A bootloader is a vendor-proprietary image responsible for bringing up the
kernel on a device. It guards the device state and is responsible for
initializing the Trusted Execution Environment and
binding its root of trust. The bootloader also verifies the integrity of the
boot
and recovery
partitions before moving execution to the kernel, and
displays boot state warnings.
Boot operations

To start boot, the bootloader may directly flash a new image into an appropriate
partition or use recovery
to start the reflashing process used for an
over-the-air (OTA) update. Some device manufacturers create multipart
bootloaders and then combine them into a single bootloader.img
file; at flash
time, the bootloader extracts and flashes all individual bootloaders.

Example bootloader flow:
The bootloader loads first and initializes memory.
If A/B updates are used, the bootloader determines the current slot to boot.
The bootloader determines if recovery mode should be booted (see Supporting updates).
The bootloader loads the boot image, which contains the kernel and ramdisk images.
The bootloader loads the kernel into memory as a self-executable compressed binary. The kernel then decompresses itself and starts executing into memory.
The bootloader loads
init
, either from theramdisk
partition (on older devices) or from the system partition (on newer devices).From the system partition,
init
launches and mounts all other partitions (such asvendor
,oem
, andodm
), and then starts executing code to start the device.
Kernel command line
Concatenate the kernel command line from the following locations:
Bootloader command line: set of static and dynamic parameters determined by the bootloader
Device Tree: from the chosen/bootargs node
defconfig
: fromCONFIG_CMDLINE
boot.img
: from cmdline (for offsets and sized, refer tosystem/core/mkbootimg/bootimg.h
A canonical reboot or shutdown reason compliant with the Android Compatibility Definition Document as determined from the power management integrated circuit (PMIC), other hardware resources, and reboot magic arguments (
LINUX_REBOOT_CMD_RESTART2
) messaging. Syntax is:androidboot.bootreason=reason
Support for device trees and device tree overlays
The bootloader can support different configurations by identifying the device hardware/product revision then loading the correct set of device tree overlays.
Support for kernel address space layout randomization
To support randomizing the virtual address at which the kernel image is loaded
(enabled by the RANDOMIZE_BASE
kernel config), the bootloader must provide
entropy by passing a random u64 value in the /chosen/kaslr-seed
device tree
node.
Support for verified boot
For details on using the bootloader to implement verified boot, see Verifying Boot.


— EXERCISE INSTRUCTIONS —
Nothing but the images is to be left out of your exact copy of the entries.
DATA FOR THIS EXERCISE Block Start
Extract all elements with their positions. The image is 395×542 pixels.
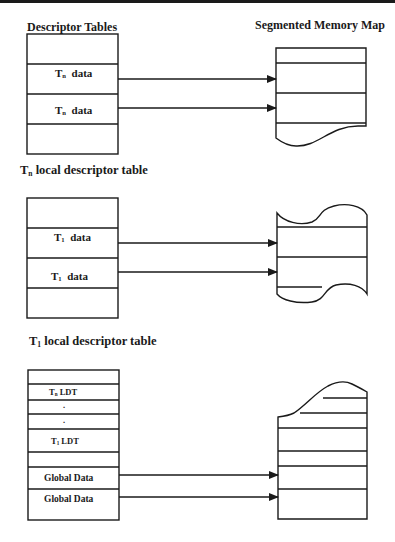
cell-global-data-1: Global Data	[44, 473, 93, 483]
descriptor-table-2	[27, 198, 118, 318]
memory-map-2	[277, 205, 367, 303]
caption-t1-ldt: T1 local descriptor table	[29, 334, 156, 349]
cell-dot-1: .	[63, 400, 65, 410]
caption-tn-ldt: Tn local descriptor table	[20, 163, 148, 178]
cell-t1-data-2: T1 data	[51, 270, 88, 282]
cell-global-data-2: Global Data	[44, 494, 93, 504]
arrows-2	[118, 243, 277, 272]
cell-dot-2: .	[63, 415, 65, 425]
cell-t1-data-1: T1 data	[54, 231, 91, 243]
cell-tn-data-1: Tn data	[55, 67, 92, 79]
arrows-3	[119, 475, 278, 497]
right-title: Segmented Memory Map	[255, 18, 385, 33]
cell-tn-data-2: Tn data	[55, 104, 92, 116]
memory-map-1	[276, 48, 366, 146]
arrows-1	[118, 79, 276, 108]
memory-map-3	[278, 382, 367, 519]
cell-tn-ldt: Tn LDT	[49, 387, 77, 397]
left-title: Descriptor Tables	[27, 20, 117, 35]
descriptor-table-1	[27, 34, 118, 154]
cell-t1-ldt: T1 LDT	[51, 436, 79, 446]
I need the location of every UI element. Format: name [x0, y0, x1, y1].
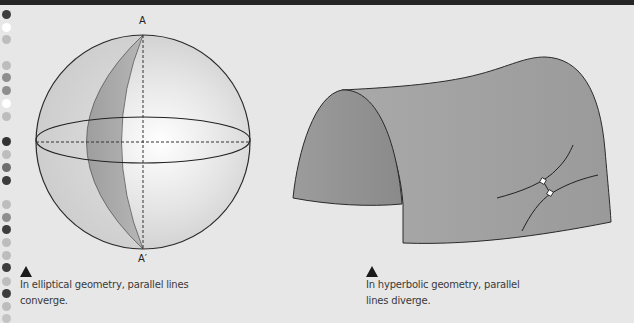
DATA FOR THIS EXERCISE Block End
— OUTPUT BELOW —
Extract all elements with their positions. The image is 395×542 pixels.
cell-global-data-1: Global Data	[44, 473, 93, 483]
descriptor-table-2	[27, 198, 118, 318]
memory-map-2	[277, 205, 367, 303]
caption-t1-ldt: T1 local descriptor table	[29, 334, 156, 349]
cell-dot-1: .	[63, 400, 65, 410]
caption-tn-ldt: Tn local descriptor table	[20, 163, 148, 178]
cell-t1-data-2: T1 data	[51, 270, 88, 282]
cell-global-data-2: Global Data	[44, 494, 93, 504]
arrows-2	[118, 243, 277, 272]
cell-dot-2: .	[63, 415, 65, 425]
cell-t1-data-1: T1 data	[54, 231, 91, 243]
cell-tn-data-1: Tn data	[55, 67, 92, 79]
arrows-3	[119, 475, 278, 497]
right-title: Segmented Memory Map	[255, 18, 385, 33]
cell-tn-data-2: Tn data	[55, 104, 92, 116]
memory-map-1	[276, 48, 366, 146]
arrows-1	[118, 79, 276, 108]
memory-map-3	[278, 382, 367, 519]
cell-tn-ldt: Tn LDT	[49, 387, 77, 397]
left-title: Descriptor Tables	[27, 20, 117, 35]
descriptor-table-1	[27, 34, 118, 154]
cell-t1-ldt: T1 LDT	[51, 436, 79, 446]
I need the location of every UI element. Format: name [x0, y0, x1, y1].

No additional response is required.